PhiPi > PiPhi

It shall be left as an exercise to the reader to prove that PhiPi logic is far more valuable than PiPhi-lology: http://en.wikipedia.org/wiki/Piphilology
Pie
I wish I could determine pi
Eureka, cried the great inventor
Christmas pudding, Christmas pie
Is the problem's very center.
Pie
I wish I could determine pi
Eureka, cried the great inventor
Christmas pudding, Christmas pie
Is the problem's very center.
Comments
BTW, one of my favorite questions from the bank of those available for the ham radio technician-class license test is this:
B. Ohmmeter
C. Iambic pentameter
D. Directional wattmeter
I was hoping I'd get this question on my exam, just so I could answer C. But I didn't.
-Phil
What kind of logic is that?
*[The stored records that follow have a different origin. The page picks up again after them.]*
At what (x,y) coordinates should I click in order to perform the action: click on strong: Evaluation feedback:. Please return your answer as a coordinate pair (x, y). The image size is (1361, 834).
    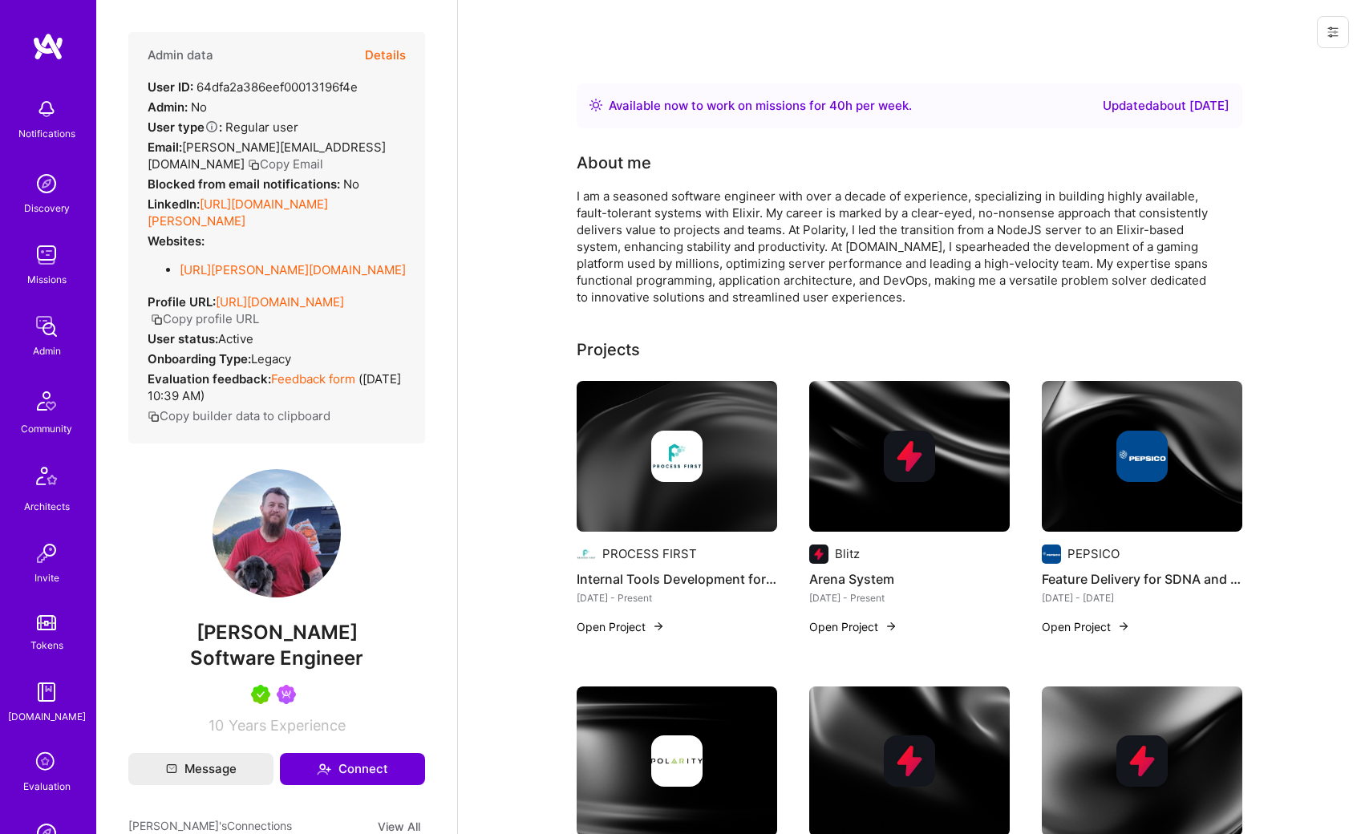
    Looking at the image, I should click on (209, 378).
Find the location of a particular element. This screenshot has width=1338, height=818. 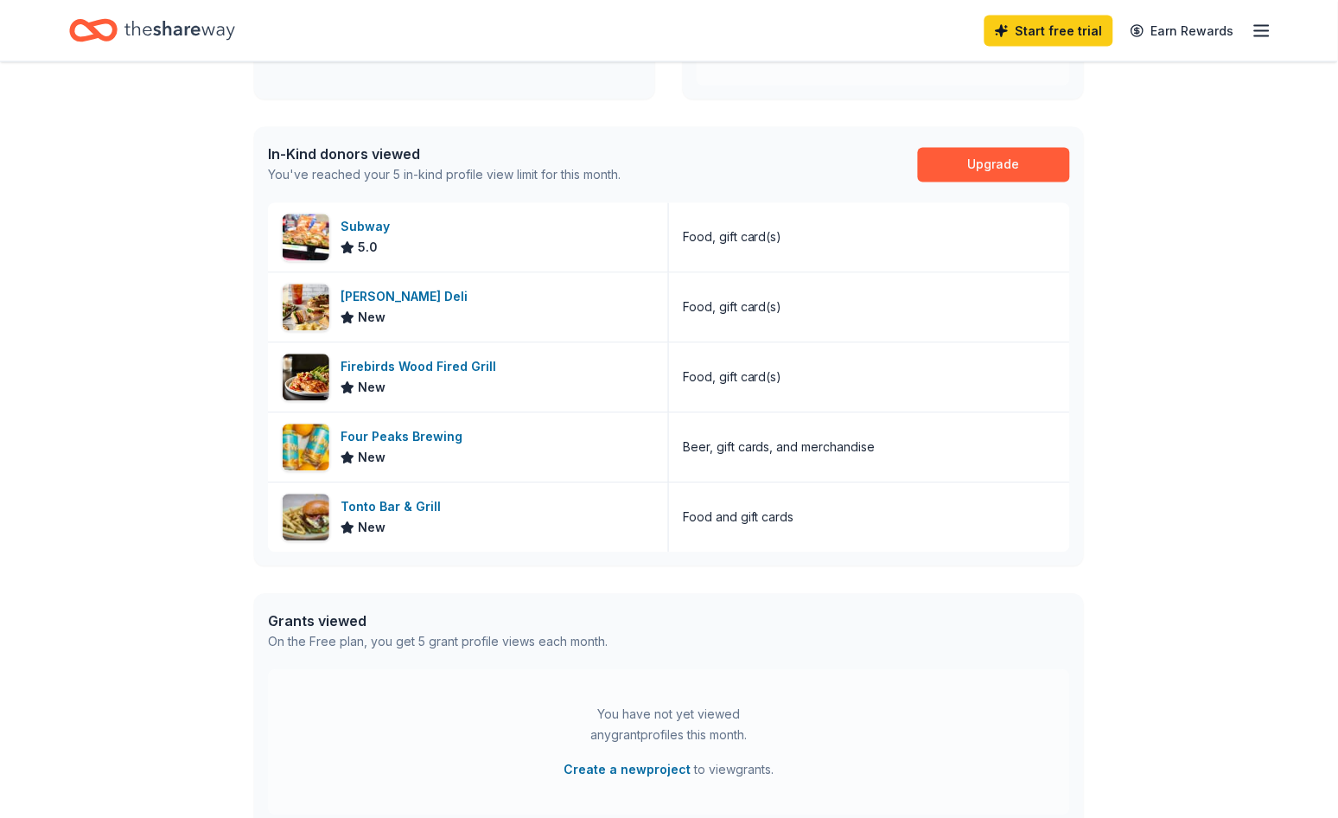

div: You've reached your 5 in-kind profile view limit for this month. is located at coordinates (444, 175).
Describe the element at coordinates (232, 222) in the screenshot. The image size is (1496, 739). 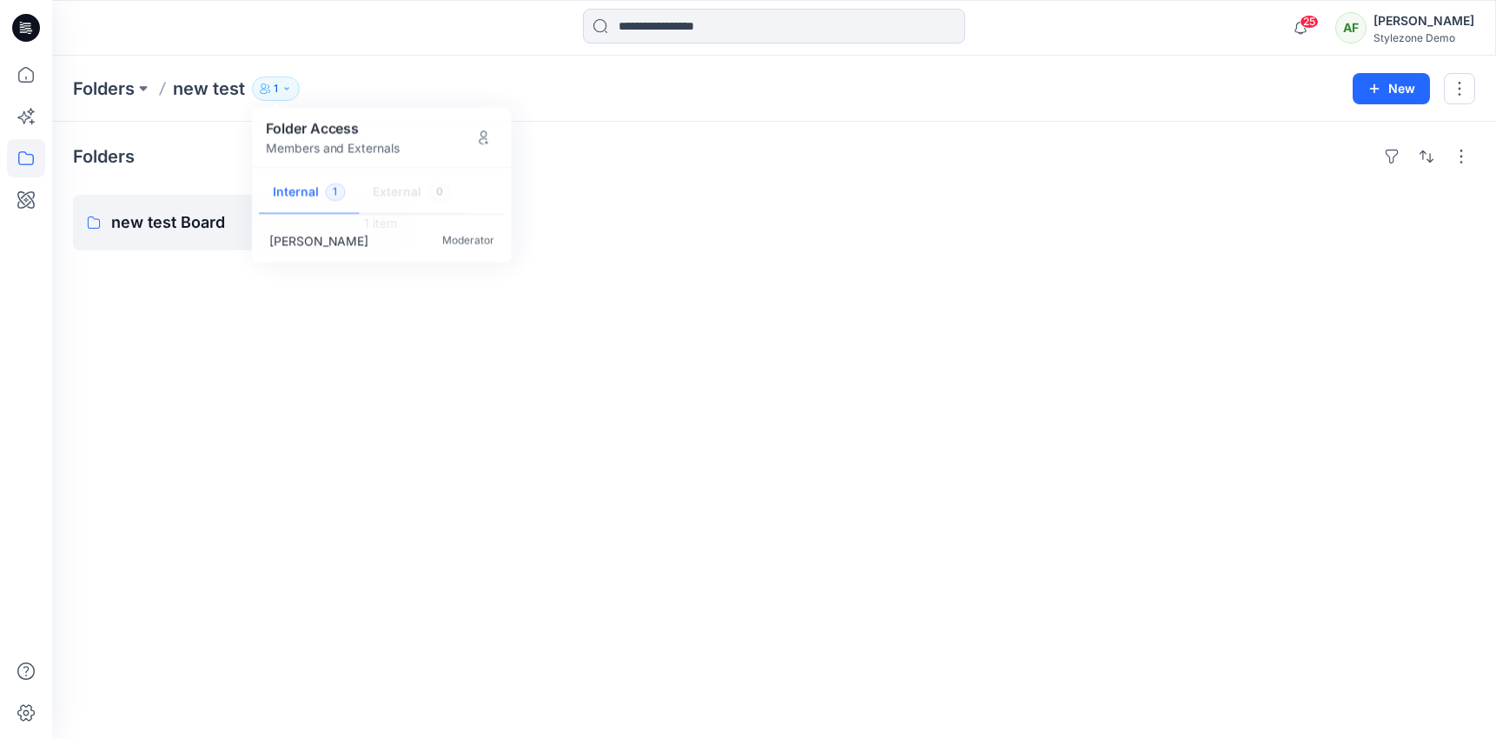
I see `p: new test Board` at that location.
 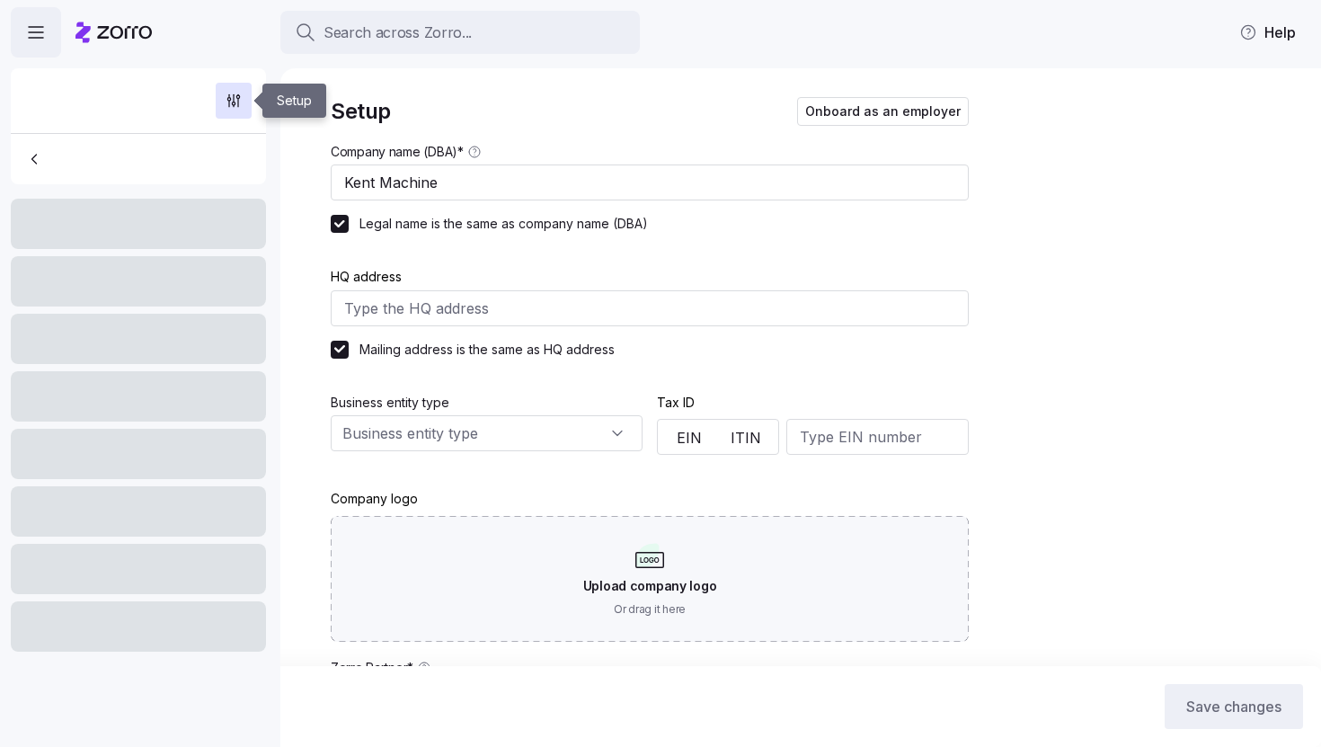 I want to click on span: EIN, so click(x=689, y=438).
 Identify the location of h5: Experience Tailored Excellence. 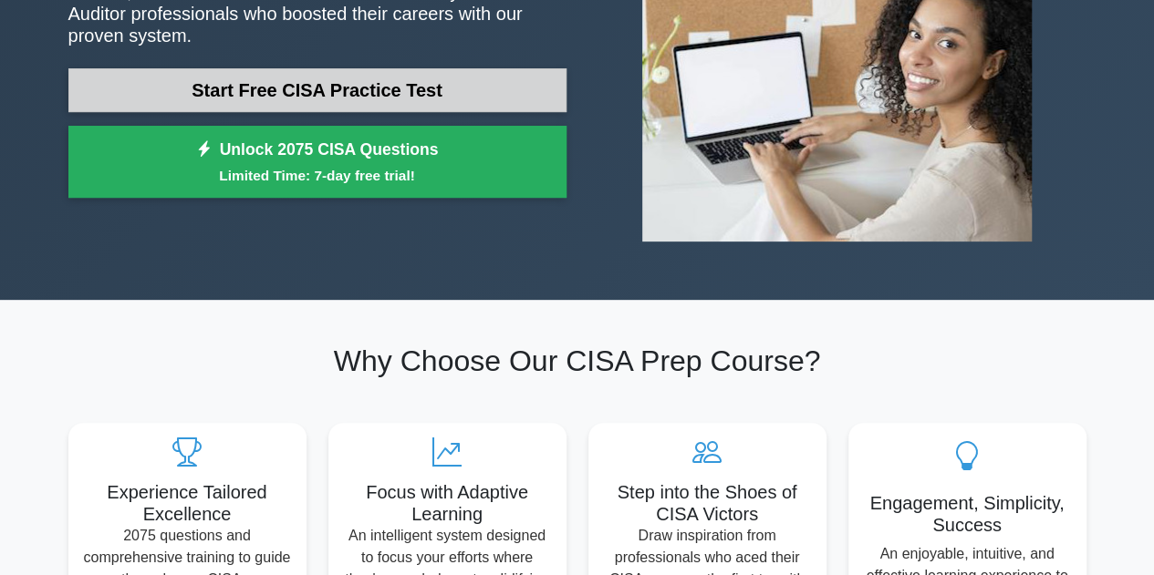
(187, 503).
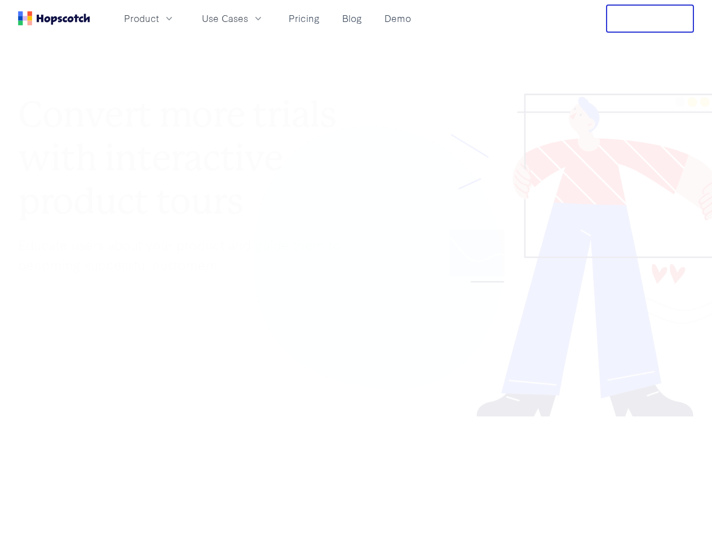 The image size is (712, 541). I want to click on a: Demo, so click(398, 18).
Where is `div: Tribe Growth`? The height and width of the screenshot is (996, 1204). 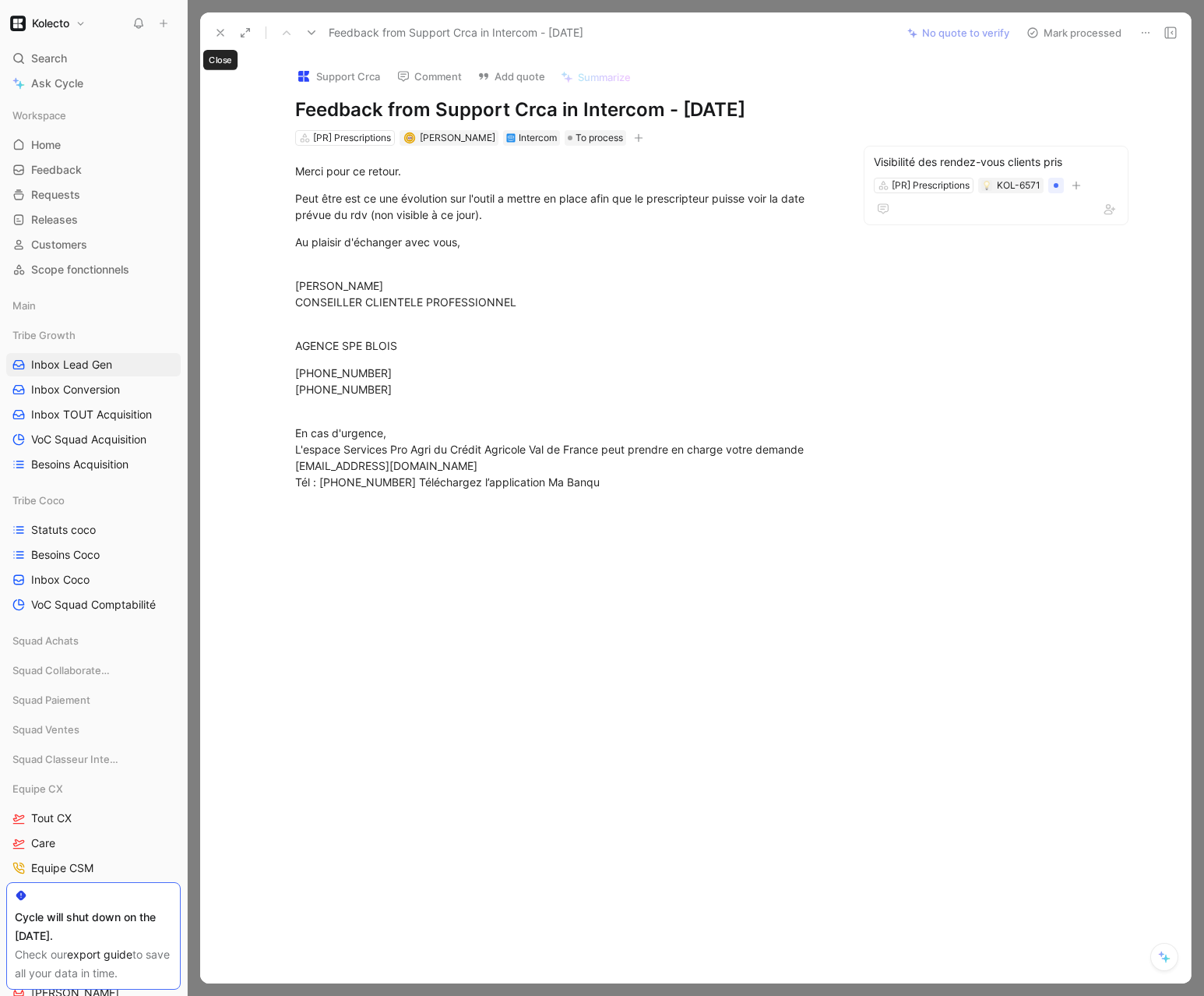
div: Tribe Growth is located at coordinates (93, 336).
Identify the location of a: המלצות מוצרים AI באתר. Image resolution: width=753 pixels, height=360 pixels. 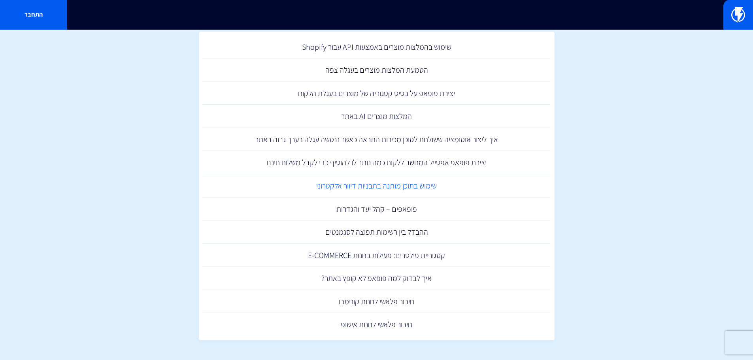
(377, 116).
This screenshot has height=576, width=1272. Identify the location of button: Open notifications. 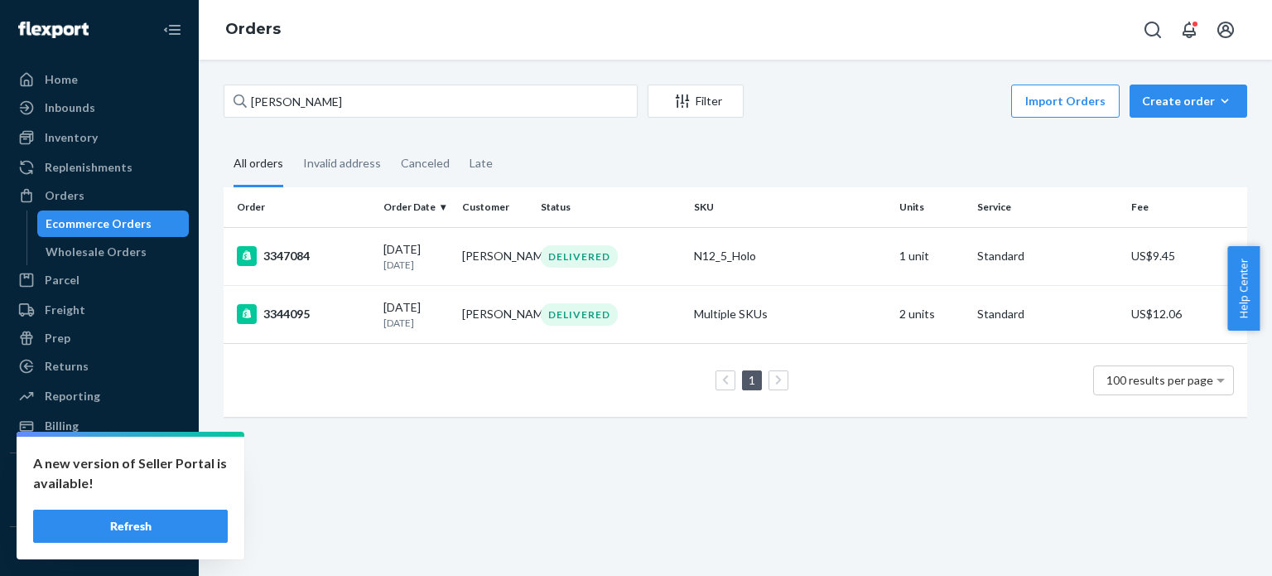
(1189, 30).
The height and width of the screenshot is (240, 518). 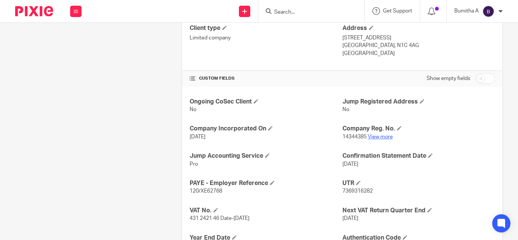 What do you see at coordinates (419, 210) in the screenshot?
I see `h4: Next VAT Return Quarter End` at bounding box center [419, 210].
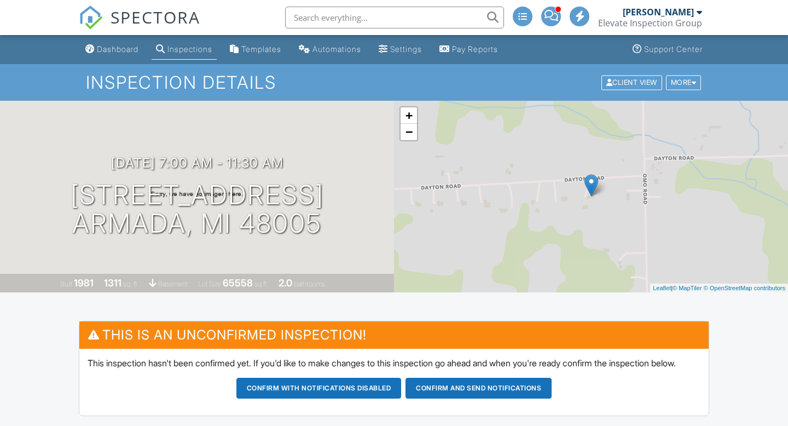  I want to click on button: Confirm and send notifications, so click(478, 388).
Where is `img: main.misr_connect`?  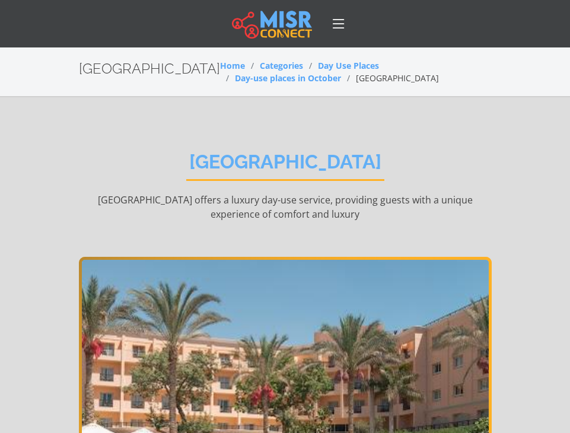
img: main.misr_connect is located at coordinates (272, 24).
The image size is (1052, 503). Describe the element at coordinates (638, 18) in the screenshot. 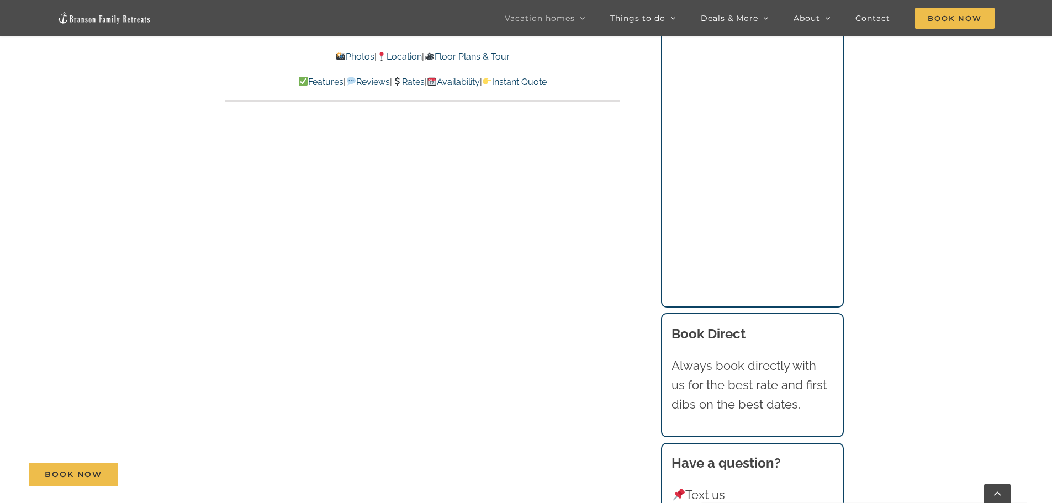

Tell me exactly what I missed so I can learn!
And PhiPi, I'll make you a righteous deal on a vintage Heathkit 250W iambic pentameter if you're still in the market. Just PM me your credit card number and PIN. I'll take care of the rest.
You fared better on your Extra Class exam than I did. The examiner said, "Well, you didn't get any more right than you had to!" 'Total fluke: i didn't study for it (was just going for a Tech license) and should not have passed at all. So I agree that the testing is flawed.
Regarding your generous offer: sorry, but I'll have to pass. I just bought a Hammarlund "Haiku 2000" Amp on eBay. 'Should be here any day now...
-Phil
So I faked my way through Advanced class, but I did hit the books for Extra several years later. Honestly, my interest was primarily to get my code speed up. But it had been a while and the code requirements had already been dropped, much to my chagrin.
Marginally related to my original post: I had Pi memorized to 50 decimal places in my misspent youth, for reasons that utterly escape me now.
-Phil
ok that is as far as I could get in 10 min
???
Useless fact 10^16th digit of pie is a 0.
There once was a fellow from Greece,
Who forgot pi's last decimal piece.
So he used electronics
To collect pi mnemonics...
Now he's hooked, and there is no release.
Michael P. Masterson-Gibbons
Sir, I bear a rhyme excelling
In mystic force, and magic spelling
Celestial sprites elucidate
All my own striving can't relate
Or locate they who can cogitate
And so finally terminate.
Finis.
To decode, a text program counting the number of characters is required. Now we definitely need strings.
But this is not exactly the integer technique I was thinking about.
For more info and another BASIC program
http://www.groupsrv.com/computers/about501988.html
pi=3
now if you want to compute a single hex digit of pi you could use the formula i posted.
355/113 = 3.14159292...
-Phil
I thought pi is a predefined constant in SPIN. Page 93 of the Prop manual, for example???
Pity the poor masses who are content to remember Pi as 22/7!
Or pity us, as the poor masses are out voting today!
I don't know how many bugs you could put in one line of code that is only 4 characters long:)
Firstly the assignment operator in Spin in ":=" not just "="
Secondly "pi" is a reserved word that you cannot assign to. It is a constant holding the floating point value of pi.
You were successful. I thought it was funny. But I'd just so happened to notice that pi was a predefined constant just before seeing your post, so I thought I'd be a dork and try to look like I knew about pi's status off the top of my head. I was trying to look intelligent.